End Furniture Poverty: Rehousing homeless people must include furniture

End Furniture Poverty, part of the charity FRC Group, has urged local authorities rehousing homeless people after the coronavirus lockdown to provide people suffering from homelessness with furniture. 

Following the success of Everybody In, when thousands of rough sleepers were taken inside and given a safe place to live during the coronavirus lockdown, the charity warned it is now Everybody Out – but where to?

Local authorities across the country are working with social housing and charity partners to find secure, permanent accommodation for homeless people while facing huge challenges with funding and resources.

However, End Furniture Poverty has said that people should not be moved into empty boxes, they need more than just a roof over their heads if the tenancy is going to last.

The charity wants to find out what furniture, including white goods, is being provided in this accommodation so we can share examples of best practice and put together a short guide to give advice and support with the provision of furniture.

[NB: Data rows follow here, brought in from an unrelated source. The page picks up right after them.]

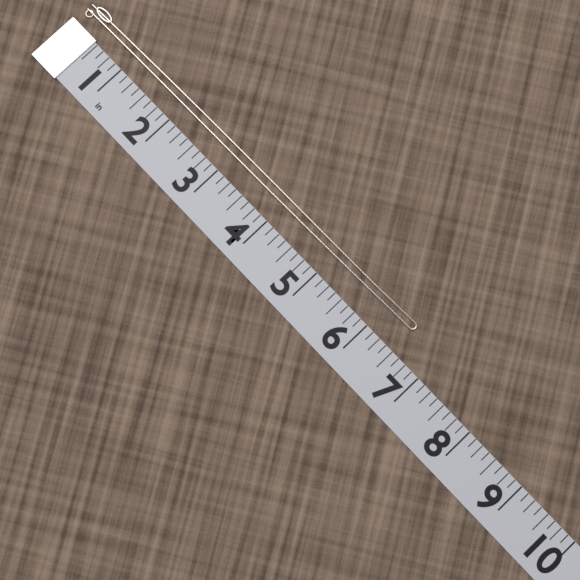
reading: 6.500 in
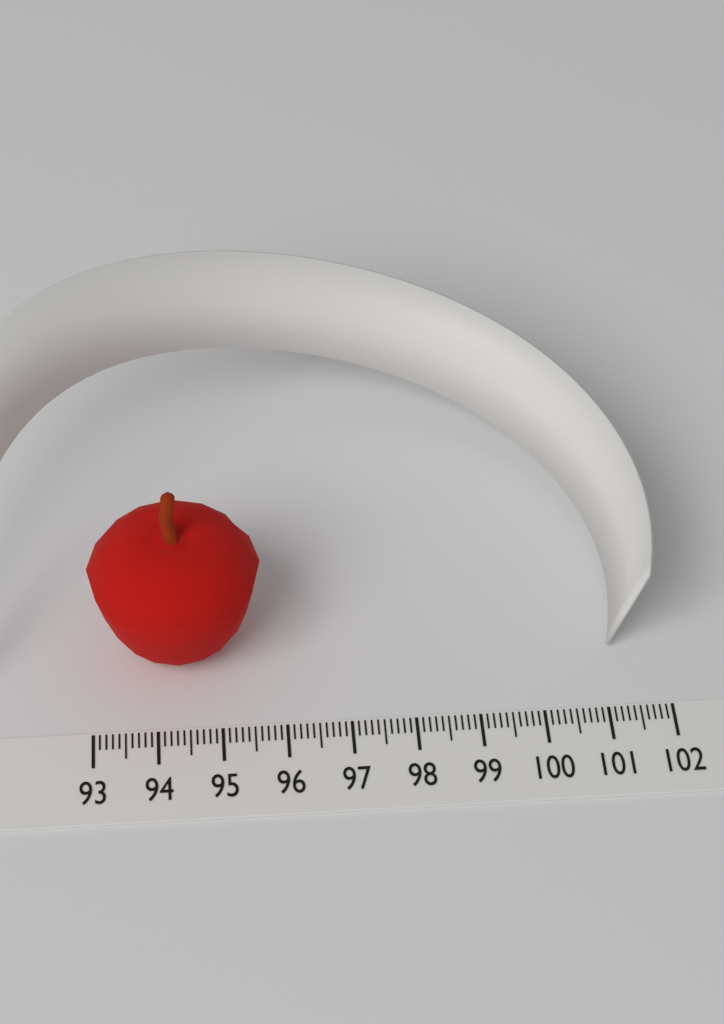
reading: 95.7 (no unit)
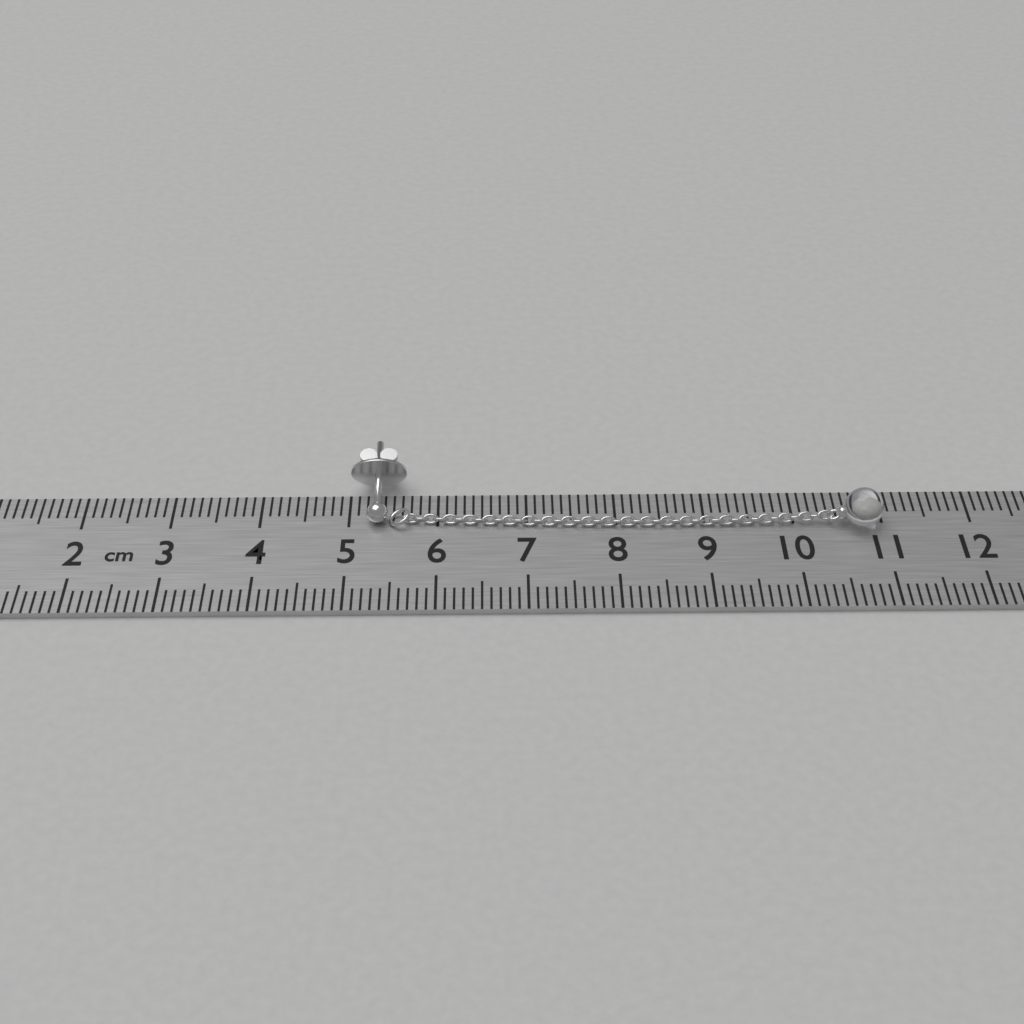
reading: 11.0 cm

It said: “These are unprecedented times and the challenges are immense, but this is also an opportunity to transform the lives of thousands of homeless people – let us work together to help make these new homes as sustainable as possible and give tenancies a real chance to last by furnishing them now.”

End Furniture Poverty believes that everyone should have access to all the essential furniture items that allow people to live a normal life. This includes a bed, sofa, cooker, fridge-freezer, washing machine, wardrobe, chest of drawers, window and floor coverings. The charity also believes that furnished tenancies are an excellent way to provide many of these items for some people living in Furniture Poverty.

The charity warned that Local Welfare Provision schemes provided by local authorities have been hard hit by austerity with many closed or with very limited budgets.

It praised the “many fantastic people” working tirelessly to find properties suitable to provide a permanent home for former rough sleepers but added that the timescales are tight and these are not normal times.

End Furniture Poverty has compiled a short survey for everyone involved in the provision of housing for homeless people to find out what is happening and where.

The charity will use this information, as well as the work it has done over the years, to establish what help might be available and how to access it.

End Furniture Povery said: “We know there are no easy answers and unfortunately no ‘magic money trees’ to help people who have nowhere else to turn. End Furniture Poverty, and many others, have called on the Government to provide adequate funding and support to offer decent homes but while we wait, we have to act now.”